Troy Polamalu announced his retirement this week from the NFL after a sterling 12-year career, one that should result in the safety being placed in the Pro Football Hall of Fame.
But Polamalu's farewell should serve as a reminder that there is another safety who deserves a call to the Hall first.
Brian Dawkins.
Dawkins remains arguably the most beloved Eagle of all time as he just won the first-ever Bird Bracket, a fan vote celebrating the best current and former players in team history.
But Dawkins changed the way the league viewed the safety position.
A look back at the storied career of Brian Dawkins, who announced his retirement ...
"Brian created the template that Troy Polamalu became," said Hall of Fame sportswriter Ray Didinger on 94 WIP's *Mike and Ike* show Friday. "When Brian came in and especially when Jim Johnson created this new role for him where he made him this multi-dimensional player, where he wasn't a centerfielder like a lot of other safeties and he wasn't just a box player, but he was a blitzer and he was a great run defender and when teams went to the spread he could play man to man.
"Brian was this fully dimensional force out there that made every coach in the league reevaluate and reassess how they viewed the safety position. All of a sudden teams went into the draft looking for their own Brian Dawkins. That's what led teams to the Ed Reeds and the Troy Polamalus."
Dawkins was a nine-time Pro Bowl selection and four-time first-team All-Pro. He earned seven of those Pro Bowls as a member of the Eagles after being a second-round pick out of Clemson in 1996. A member of the Eagles Hall of Fame, the Eagles' 75th Anniversary Team and the NFL's All-Decade Team for the 2000s, Dawkins is tied for first in franchise history with 34 interceptions and also added 37 forced fumbles and 26 sacks. In fact, Dawkins is one of just six players in NFL history with at least 30 interceptions and 20 sacks.
"Brian Dawkins brought a new meaning to the way that you play the safety position and how you can use that position, no pun intended, as a weapon and that's what Brian Dawkins was," said Dawkins' former teammate and Mike and Ike co-host Ike Reese. "He was our best player. For a moment there, he was the best player on the entire team - offense, defense and special teams."
Between the stats and analytics, Dawkins is viewed as the better of the two safeties. Dawkins is eligible for the Pro Football Hall of Fame in 2017.
"In my view, he's a first-ballot Hall of Famer, I think. I'm saying that not just because he's a Philly guy. It's because I thought he was that good and I thought he was that impactful," Didinger said. "If those guys (Polamalu and Reed) are Hall of Famers, and I think they are, then you've got to honor the guy who created the mold and that was Brian Dawkins."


• **TASK INSTRUCTIONS**
State how many lines of the entries hold the string "arou", and nothing more.

• **DATA EXCERPTS**
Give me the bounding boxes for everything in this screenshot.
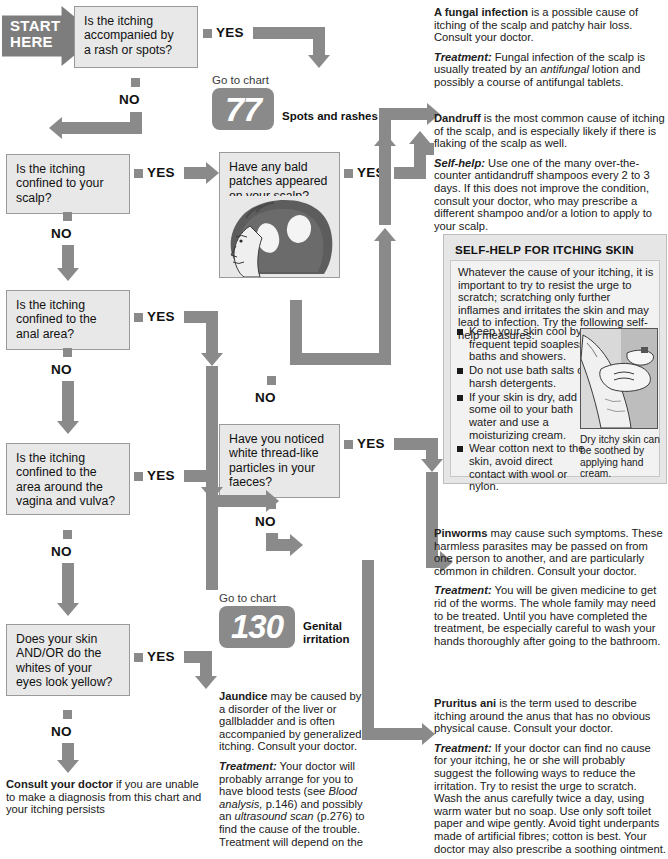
question-text: Is the itching confined to the anal area… [16,298,121,341]
yes-marker-q5 [134,653,143,662]
no-marker-q6 [267,376,276,385]
goto-chart-77-prefix: Go to chart [212,74,269,86]
question-text: Is the itching accompanied by a rash or … [84,14,189,57]
chart-130-name: Genital irritation [303,620,350,645]
no-label-q5: NO [51,724,72,739]
arrow-q1-yes-head [308,55,330,68]
chart-130-badge[interactable]: 130 [219,606,295,648]
yes-label-q3: YES [147,309,175,324]
chart-77-badge[interactable]: 77 [212,88,274,130]
advice-pinworms: Pinworms may cause such symptoms. These … [434,527,666,654]
goto-chart-130-prefix: Go to chart [219,592,276,604]
self-help-bullet: Do not use bath salts or harsh detergent… [456,364,588,389]
arrow-q2-no-v [62,245,74,269]
yes-label-q2: YES [147,165,175,180]
pinworms-treatment-label: Treatment: [434,584,492,596]
hand-cream-illustration [580,328,658,429]
yes-marker-q7 [344,440,353,449]
yes-label-q5: YES [147,649,175,664]
arrow-dandruff-v-mid [379,145,391,225]
self-help-bullet: Wear cotton next to the skin, avoid dire… [456,442,588,493]
arrow-q4-yes-head [201,487,223,500]
arrow-q3-no-v [62,381,74,422]
arrow-q3-yes-v1 [206,311,218,354]
yes-marker-q4 [134,472,143,481]
arrow-q5-no-head [57,760,79,773]
arrow-q6-no-h [290,353,391,365]
no-label-q1: NO [119,92,140,107]
arrow-q2-yes-h [184,167,206,179]
self-help-title: SELF-HELP FOR ITCHING SKIN [455,243,634,256]
no-label-q2: NO [51,226,72,241]
yes-marker-q2 [134,169,143,178]
arrow-q1-no-head [49,117,62,139]
question-box-scalp[interactable]: Is the itching confined to your scalp? [6,154,130,214]
yes-label-q1: YES [216,25,244,40]
arrow-q7-yes-v1 [426,438,438,460]
no-marker-q5 [63,710,72,719]
question-text: Does your skin AND/OR do the whites of y… [16,632,121,690]
arrow-q5-yes-head [195,676,217,689]
advice-dandruff: Dandruff is the most common cause of itc… [434,112,666,239]
advice-jaundice: Jaundice may be caused by a disorder of … [219,690,369,855]
arrow-q7-no-h [266,539,290,551]
question-box-anal-area[interactable]: Is the itching confined to the anal area… [6,290,130,350]
arrow-q6-yes-h2 [414,143,434,155]
fungal-treatment-em: antifungal [540,63,589,75]
no-marker-q3 [63,348,72,357]
question-box-thread-particles[interactable]: Have you noticed white thread-like parti… [219,424,340,498]
pruritus-lead: Pruritus ani [434,697,496,709]
arrow-q7-yes-head1 [421,459,443,472]
self-help-bullet: If your skin is dry, add some oil to you… [456,391,588,442]
arrow-q4-no-head [57,603,79,616]
advice-fungal-infection: A fungal infection is a possible cause o… [434,6,666,96]
footer-consult-doctor: Consult your doctor if you are unable to… [6,778,206,816]
question-box-vagina-vulva[interactable]: Is the itching confined to the area arou… [6,443,130,515]
bald-patches-illustration [220,196,339,277]
advice-pruritus-ani: Pruritus ani is the term used to describ… [434,697,666,859]
yes-marker-q1 [203,29,212,38]
arrow-dandruff-up-head2 [374,228,396,241]
jaundice-em-ultrasound: ultrasound scan [235,810,314,822]
chart-77-name: Spots and rashes [282,110,378,123]
yes-label-q4: YES [147,468,175,483]
no-label-q7: NO [255,514,276,529]
arrow-q5-no-v [62,743,74,761]
hand-cream-caption: Dry itchy skin can be soothed by applyin… [580,434,662,480]
dandruff-selfhelp-label: Self-help: [434,157,485,169]
yes-marker-q3 [134,313,143,322]
jaundice-treatment-label: Treatment: [219,760,277,772]
question-box-yellow-eyes[interactable]: Does your skin AND/OR do the whites of y… [6,624,130,696]
arrow-q2-yes-head [206,162,219,184]
no-marker-q1 [131,78,140,87]
no-label-q3: NO [51,362,72,377]
arrow-dandruff-v-low [379,240,391,365]
arrow-pruritus-h [362,728,422,740]
yes-label-q7: YES [357,436,385,451]
arrow-q6-yes-head [409,131,431,144]
self-help-bullets: Keep your skin cool by frequent tepid so… [456,325,588,494]
arrow-q1-yes-v [313,27,325,55]
jaundice-lead: Jaundice [219,690,268,702]
no-marker-q2 [63,212,72,221]
arrow-q2-no-head [57,268,79,281]
arrow-dandruff-up-head1 [374,133,396,146]
arrow-q4-no-v [62,563,74,604]
no-label-q6: NO [255,390,276,405]
footer-lead: Consult your doctor [6,778,113,790]
arrow-q1-no-h [62,122,142,134]
no-marker-q4 [63,530,72,539]
arrow-q3-no-head [57,421,79,434]
arrow-q6-no-v [290,300,302,365]
arrow-q3-yes-head1 [201,353,223,366]
arrow-dandruff-h-top [379,108,427,120]
pinworms-lead: Pinworms [434,527,487,539]
arrow-q5-yes-v [200,651,212,677]
arrow-q7-no-head [290,534,303,556]
pruritus-treatment-rest: If your doctor can find no cause for you… [434,742,666,855]
question-text: Have you noticed white thread-like parti… [229,432,331,490]
question-text: Is the itching confined to the area arou… [16,451,121,509]
question-box-rash-or-spots[interactable]: Is the itching accompanied by a rash or … [74,6,198,68]
dandruff-lead: Dandruff [434,112,481,124]
yes-marker-q6 [344,169,353,178]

• **SOLUTION TO THE EXERCISE**
2